Thursday, March 1, 2012

Life's Most Amazing Journey

Brilliant blasts of sunshine bursts through Fran's thousand shades of green illuminating the Beloved Back Deck and giving the Palm Tree with the oyster eyes, coconut bra and grass skirt a halo. Goddess contently sits at my feet chewing on a raw hide. The yard is full of weeds and needs work. The Red-Tips need are overgrown and several plants need to be replaced. I'm sitting here taking inventory of what to keep, what to trim and what to get of ... and it reminds me of my life.

Sitting outside of a hospital emergency room in Richmond, Virgina my old friend Bill Berry (not the former drummer for REM but the other one who went to Seminary with me) was trying to stay awake. He'd been up for 25 straight hours waiting on a patient to die so that he could oversee the donation of body parts that would keep others alive. He filled some of the time by writing me.

"I hear rumor that you are engaged, I could tell back in November that Sarah is the woman for you." He went on to describe a Hodge-podge of the future and the past. His aging parents need constant supervision and their days are numbered. Business is booming so he works more than he ever has. He and Kathy are returning to the scene of one of our greatest crimes ... when he threw over the wall of the Trappist Monastery where Thomas Merton used to live and I landed on two monks who had taken vows of silence only to cuss.

"I don't know if I can get Kathy to do it," he says of throwing her over the wall, "I may spend all of my time at the Makers Mark Distillery. Tell Sarah 'Hi.'"

On this brilliant last morning of February that occurs every four years, I read his message again and am lost in thought. Whenever Bill and I are together, things happen. We've been around the world more than once ... chased by Turkish whores in Prague, walked together on the railroad track out of Auschwitz in Poland because there was no other way to leave, and he got me busted in Cuba. I love the man.

I imagine him sitting outside of the Emergency Room, leaning in a chair, the back of his head against the wall, fighting off sleep so that he can comfort the dead and save the living at the same time.

As the day unfolds, it becomes this crazy series of exchanges ... both though cyber space and live ... good news and bad news ... love and something other than love. Old friends want me to return to acting like the way I used to act and chiding me not doing so. Newer friends finding themselves in a position where they have to choose ... continue being my friend could risk offending somebody. There are conversations with attorneys, birthday wishes to Lenora, thanks to Jenny Gentry for inspiration, invitations from Stacy and expectations from Roma. My son Jeremy and I have a long talk about nothing and everything. Sarah sits beside me wrestling with similar things.

It's all a Hodge-podge of past and my future.

Suddenly, it's night time and Sarah and I make our way to Fannie's-on-the-Beach for Essie's surprise birthday. We're joined by Cheryl and Wyn (an old friend and a new one). Essie is surprised and everyone has a good time. At one point, I'm half-way listening to Sarah and Wyn who are in deep conversation when Jenny O is kicking my foot.

I stand up and she hugs me.

"You ready for this?," she asks in dead seriousness.

And I swear it was four of the sweetest words ever uttered. Behind each word was love and concern for me, where I'm at and where I'm going.

Salt water leaked out of my eyes as I nodded yes.

"Good," she said. "We'll get some pink table clothes, the bands good, and a bunch of people who don't know you will join those who do and toast you and Sarah. It'll be great!"

We hugged again and she made her way off to run Fannies.

Staring at the brilliant sunshine dancing with Fran's thousand shades of green, I think about Thomas Merton, the Trappist Monk whose ghost Bill and I chased all those years ago. Merton was something! He wrote great books and pushed Catholicism to be more than it was. He did these things having taken a vow of silence and lived alone in a Hermitage. He died trying to unite Buddhist monks with Catholic ones. A lot of Catholics were happy about it.

When Bill threw me over the wall that day, we were determined to find his Hermitage. It didn't go as planned.

Nothing ever does.

But you know what? I have lots of love again. The friends I have now are good ones. The uncertainty about the future are deep but the celebrations of the present keep doubts at bay. Somehow I've managed to achieve knowing exactly what I'm doing without having a clue at the same time!

Yesterday was cloudy, windy and cold.

Today is sunshine, blue skies, a calm ocean for sailing away and a warm exclamation point to "a long, cold, lonely winter."

I have things to do this morning. People in Atlanta, New York and Savannah want stuff from me. Two different publishers want chapters and there is a third I need to call back. I think I'll give them the morning ... then work on my tan.

Oh yeah ... I'm doing a wedding at Fannie's this afternoon.

So much to do ... so little time.

I'm going to enjoy it while I got it.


TASK BRIEF ▸ Some lines below may hold the string "label". Count them and give only the total.

[Data records]
_ _ _ _ _

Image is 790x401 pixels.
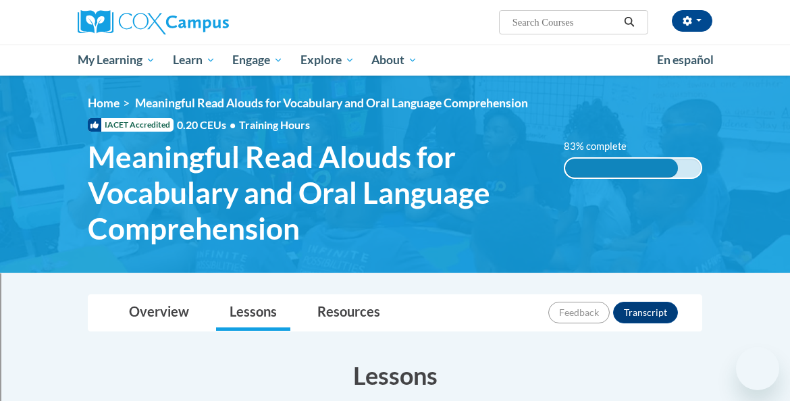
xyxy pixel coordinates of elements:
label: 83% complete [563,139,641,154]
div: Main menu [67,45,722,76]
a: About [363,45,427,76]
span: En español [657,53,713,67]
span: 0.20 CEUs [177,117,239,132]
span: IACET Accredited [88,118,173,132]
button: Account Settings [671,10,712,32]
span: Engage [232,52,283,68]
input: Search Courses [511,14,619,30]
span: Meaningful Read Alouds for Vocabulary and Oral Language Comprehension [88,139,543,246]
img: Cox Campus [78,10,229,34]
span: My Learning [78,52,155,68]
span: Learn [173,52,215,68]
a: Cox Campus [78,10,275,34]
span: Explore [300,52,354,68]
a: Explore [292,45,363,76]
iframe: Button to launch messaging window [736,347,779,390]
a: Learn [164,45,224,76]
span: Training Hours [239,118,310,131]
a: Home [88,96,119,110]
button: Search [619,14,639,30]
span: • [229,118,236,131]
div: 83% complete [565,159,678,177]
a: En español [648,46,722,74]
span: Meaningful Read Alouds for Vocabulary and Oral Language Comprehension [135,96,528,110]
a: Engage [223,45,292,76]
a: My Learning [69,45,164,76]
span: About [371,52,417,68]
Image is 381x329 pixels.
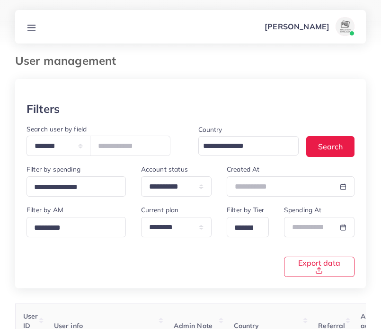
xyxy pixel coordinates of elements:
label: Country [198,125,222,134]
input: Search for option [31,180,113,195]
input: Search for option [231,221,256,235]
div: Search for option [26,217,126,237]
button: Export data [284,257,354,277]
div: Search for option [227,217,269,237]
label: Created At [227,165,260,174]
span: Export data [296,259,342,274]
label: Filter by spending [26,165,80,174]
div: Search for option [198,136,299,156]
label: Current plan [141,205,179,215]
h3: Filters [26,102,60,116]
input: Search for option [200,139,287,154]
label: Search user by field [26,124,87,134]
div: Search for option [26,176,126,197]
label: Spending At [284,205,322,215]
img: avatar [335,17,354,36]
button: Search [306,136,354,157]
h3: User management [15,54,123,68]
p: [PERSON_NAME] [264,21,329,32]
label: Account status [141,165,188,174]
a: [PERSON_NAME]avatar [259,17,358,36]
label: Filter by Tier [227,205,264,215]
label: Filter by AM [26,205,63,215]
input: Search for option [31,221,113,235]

_ _ _ _ _

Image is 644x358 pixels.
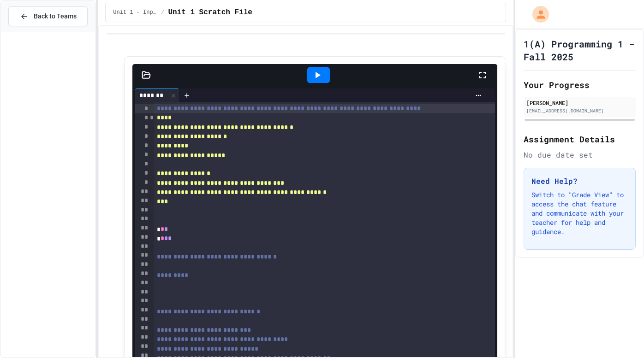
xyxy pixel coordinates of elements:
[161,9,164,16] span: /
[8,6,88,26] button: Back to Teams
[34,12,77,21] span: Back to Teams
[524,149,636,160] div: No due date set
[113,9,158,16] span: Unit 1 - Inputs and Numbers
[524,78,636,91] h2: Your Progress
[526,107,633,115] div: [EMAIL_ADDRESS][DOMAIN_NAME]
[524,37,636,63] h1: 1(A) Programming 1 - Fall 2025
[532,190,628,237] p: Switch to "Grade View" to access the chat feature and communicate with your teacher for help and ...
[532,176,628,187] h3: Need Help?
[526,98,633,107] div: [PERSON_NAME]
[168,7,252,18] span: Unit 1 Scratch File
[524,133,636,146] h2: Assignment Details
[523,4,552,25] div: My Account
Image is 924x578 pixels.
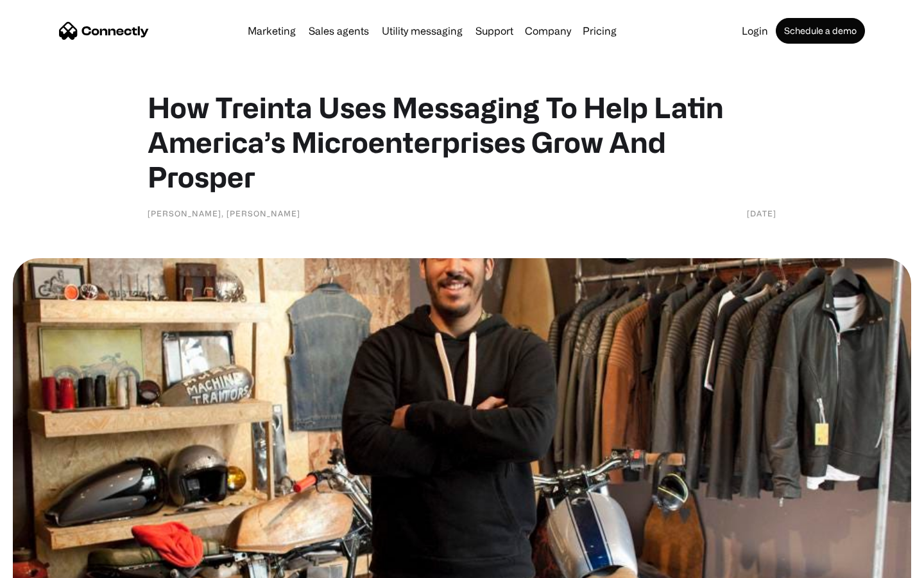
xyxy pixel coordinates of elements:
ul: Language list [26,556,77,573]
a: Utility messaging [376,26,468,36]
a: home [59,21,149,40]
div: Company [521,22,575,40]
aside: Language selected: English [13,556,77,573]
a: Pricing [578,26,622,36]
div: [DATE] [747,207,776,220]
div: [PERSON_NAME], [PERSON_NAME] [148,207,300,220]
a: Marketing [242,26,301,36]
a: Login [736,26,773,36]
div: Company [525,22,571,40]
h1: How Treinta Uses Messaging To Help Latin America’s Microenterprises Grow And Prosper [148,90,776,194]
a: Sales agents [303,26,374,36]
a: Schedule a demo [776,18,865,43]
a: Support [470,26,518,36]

_ _ _ _ _

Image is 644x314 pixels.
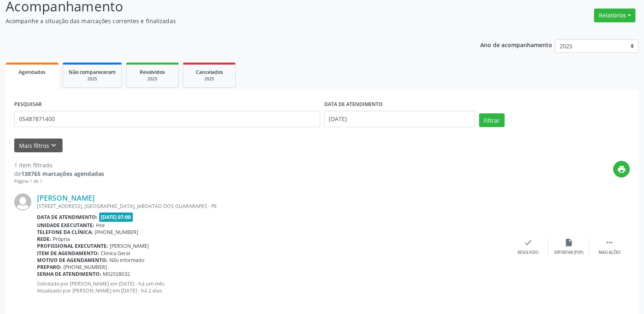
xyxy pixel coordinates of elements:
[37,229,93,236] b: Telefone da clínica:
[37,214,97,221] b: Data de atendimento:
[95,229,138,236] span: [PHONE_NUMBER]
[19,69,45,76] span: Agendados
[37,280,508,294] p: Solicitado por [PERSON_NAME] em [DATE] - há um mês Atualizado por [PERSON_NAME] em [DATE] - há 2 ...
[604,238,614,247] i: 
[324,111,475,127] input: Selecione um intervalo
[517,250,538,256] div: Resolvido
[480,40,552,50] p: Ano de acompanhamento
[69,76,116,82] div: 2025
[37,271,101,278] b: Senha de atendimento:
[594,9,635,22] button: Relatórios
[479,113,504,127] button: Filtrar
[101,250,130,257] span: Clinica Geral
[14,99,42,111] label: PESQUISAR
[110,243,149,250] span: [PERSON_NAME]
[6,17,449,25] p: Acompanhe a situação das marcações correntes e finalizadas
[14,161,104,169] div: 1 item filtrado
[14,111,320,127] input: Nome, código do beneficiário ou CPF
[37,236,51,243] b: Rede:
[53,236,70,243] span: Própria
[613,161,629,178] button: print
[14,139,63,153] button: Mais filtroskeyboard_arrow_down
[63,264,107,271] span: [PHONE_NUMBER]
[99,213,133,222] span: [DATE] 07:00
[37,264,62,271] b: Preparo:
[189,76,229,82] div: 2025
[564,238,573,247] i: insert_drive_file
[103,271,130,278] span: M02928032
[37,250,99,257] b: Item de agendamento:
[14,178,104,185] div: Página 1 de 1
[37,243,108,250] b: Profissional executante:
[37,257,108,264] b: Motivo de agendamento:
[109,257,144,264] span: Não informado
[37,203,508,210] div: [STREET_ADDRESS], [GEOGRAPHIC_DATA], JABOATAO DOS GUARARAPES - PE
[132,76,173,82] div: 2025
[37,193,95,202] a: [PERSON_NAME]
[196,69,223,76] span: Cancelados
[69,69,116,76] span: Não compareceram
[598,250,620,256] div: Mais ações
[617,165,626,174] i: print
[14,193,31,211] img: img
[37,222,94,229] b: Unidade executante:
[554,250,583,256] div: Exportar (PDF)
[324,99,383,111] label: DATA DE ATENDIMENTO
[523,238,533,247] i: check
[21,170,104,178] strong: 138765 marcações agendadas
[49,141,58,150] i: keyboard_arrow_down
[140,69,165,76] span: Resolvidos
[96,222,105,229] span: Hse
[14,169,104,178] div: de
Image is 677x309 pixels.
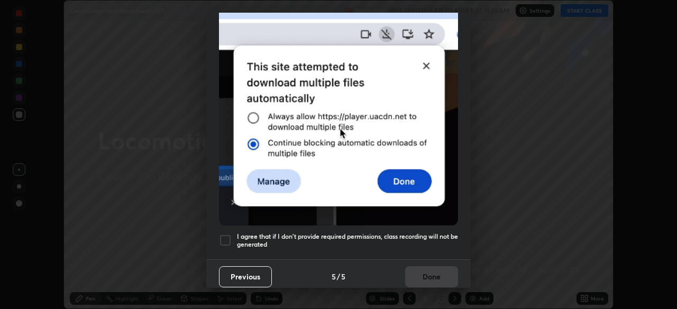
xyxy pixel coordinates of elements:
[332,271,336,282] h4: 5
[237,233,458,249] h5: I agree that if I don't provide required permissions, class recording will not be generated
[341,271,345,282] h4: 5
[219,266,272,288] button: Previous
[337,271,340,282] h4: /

_ _ _ _ _

REPLY ▸ 12